Out-Law Analysis 2 min. read

Simplified health and safety consultation for medium-sized French businesses


FOCUS: Proposed changes to French employment law and to the role of Health, Safety and Working Conditions Committees (HSWCC) within a company will make decision-making simpler for small and medium-sized French companies.

HSWCCs are employee representation bodies, designed to protect the health and safety of employees, and any company with more than 50 employees must set one up. As with employee works council, which companies must also establish to represent their employees, the HSWCC must be consulted on some company decisions that will affect workers or have an impact on employment.

The rules to date enabled the HSWCC to hold up decision making in a company by deliberately failing to come to a conclusion on a decision. Without an 'opinion' from the HSWCC, a company would find itself stuck until it gained a court decision allowing it to continue.

If a company decides to close a site, for example, it had to consult with the HSWCC and the works council. The HSWCC will look at aspects such as mental health, or any other health and safety issue relating to the decision. Once the HSWCC gives its opinion, the works council will then go on to give its own opinion, taking into account the HSWCC's opinion, on other employee-related impacts. Nothing further can be done until these two bodies have given their opinion on the impact the closure will have. Until they do so, the company could not systematically go ahead with the process of closing the site.

France's recent Rebsamen law on social dialogue and employment and the Macron law on growth and economic activity have both proposed changes to the rules to avoid these attempts to delay decision-making.

We are waiting on full confirmation of the details when decrees are adopted during the month of November 2015, but it is expected that the HSWCC will now have a little less than one month to give its opinion on a project proposed by its company, so long as it has all of the information it needs "to give an enlighten opinion". If it does not, it will be considered to have "delivered a negative opinion" and the company will be allowed to go ahead. This will allow decisions to be made much more quickly in French business.

In companies with between 50 and 300 employees, the HSWCC function, works council and staff delegates can now be included in a combined Unique Staff Delegation (USD). Instead of having two or three bodies with potentially conflicting agendas, the company can have one USD including the HSWCC that brings together all employee representatives to give opinions on any relevant issues. Internal rules within the USD will also need to be adapted by including its health and safety attributions.

This will have a real impact on French companies with fewer than 300 employees, as it will rationalise the information and consultation processes that have to be followed.

More details will be available later, when the decrees are adopted into French law. However, it is likely that this simplification of the consultation process will have a positive impact on smaller businesses in France.

Paris-based Jean-Sébastien Lipski and Jean-François Rage are employment specialists at Pinsent Masons, the law firm behind Out-Law.com

We are processing your request. \n Thank you for your patience. An error occurred. This could be due to inactivity on the page - please try again.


Please return all lines of the data below containing the string "axis".

Saved entries
★ ★ ★
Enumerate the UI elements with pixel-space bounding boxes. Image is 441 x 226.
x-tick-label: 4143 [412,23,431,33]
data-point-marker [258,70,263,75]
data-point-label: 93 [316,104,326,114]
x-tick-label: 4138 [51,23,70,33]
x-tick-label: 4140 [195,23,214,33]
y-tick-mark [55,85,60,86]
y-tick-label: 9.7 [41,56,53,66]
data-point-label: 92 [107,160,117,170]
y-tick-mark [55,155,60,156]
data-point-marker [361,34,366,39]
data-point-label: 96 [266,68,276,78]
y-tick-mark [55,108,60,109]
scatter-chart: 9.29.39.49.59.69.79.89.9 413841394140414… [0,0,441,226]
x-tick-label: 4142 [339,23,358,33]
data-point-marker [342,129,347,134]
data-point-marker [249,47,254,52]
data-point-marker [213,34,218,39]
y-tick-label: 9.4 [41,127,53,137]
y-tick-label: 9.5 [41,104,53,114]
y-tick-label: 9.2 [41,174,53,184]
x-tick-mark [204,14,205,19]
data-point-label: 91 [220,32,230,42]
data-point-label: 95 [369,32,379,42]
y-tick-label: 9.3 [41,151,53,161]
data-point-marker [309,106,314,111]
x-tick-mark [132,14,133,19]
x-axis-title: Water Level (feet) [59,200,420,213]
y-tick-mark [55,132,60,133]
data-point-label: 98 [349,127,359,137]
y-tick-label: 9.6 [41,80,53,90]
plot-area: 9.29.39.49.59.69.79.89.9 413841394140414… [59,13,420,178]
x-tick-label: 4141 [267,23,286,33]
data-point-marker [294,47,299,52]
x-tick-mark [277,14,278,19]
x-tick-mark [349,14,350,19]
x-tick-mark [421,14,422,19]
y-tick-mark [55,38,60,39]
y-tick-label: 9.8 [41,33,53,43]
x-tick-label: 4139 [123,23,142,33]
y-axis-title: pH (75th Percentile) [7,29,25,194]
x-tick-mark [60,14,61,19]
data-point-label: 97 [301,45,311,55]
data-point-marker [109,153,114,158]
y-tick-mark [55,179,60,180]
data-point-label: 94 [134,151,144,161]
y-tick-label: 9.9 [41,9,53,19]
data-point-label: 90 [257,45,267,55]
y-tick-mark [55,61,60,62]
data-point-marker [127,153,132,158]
★ ★ ★
> TASK OUTPUT
x-axis-title: Water Level (feet) [59,200,420,213]
y-axis-title: pH (75th Percentile) [7,29,25,194]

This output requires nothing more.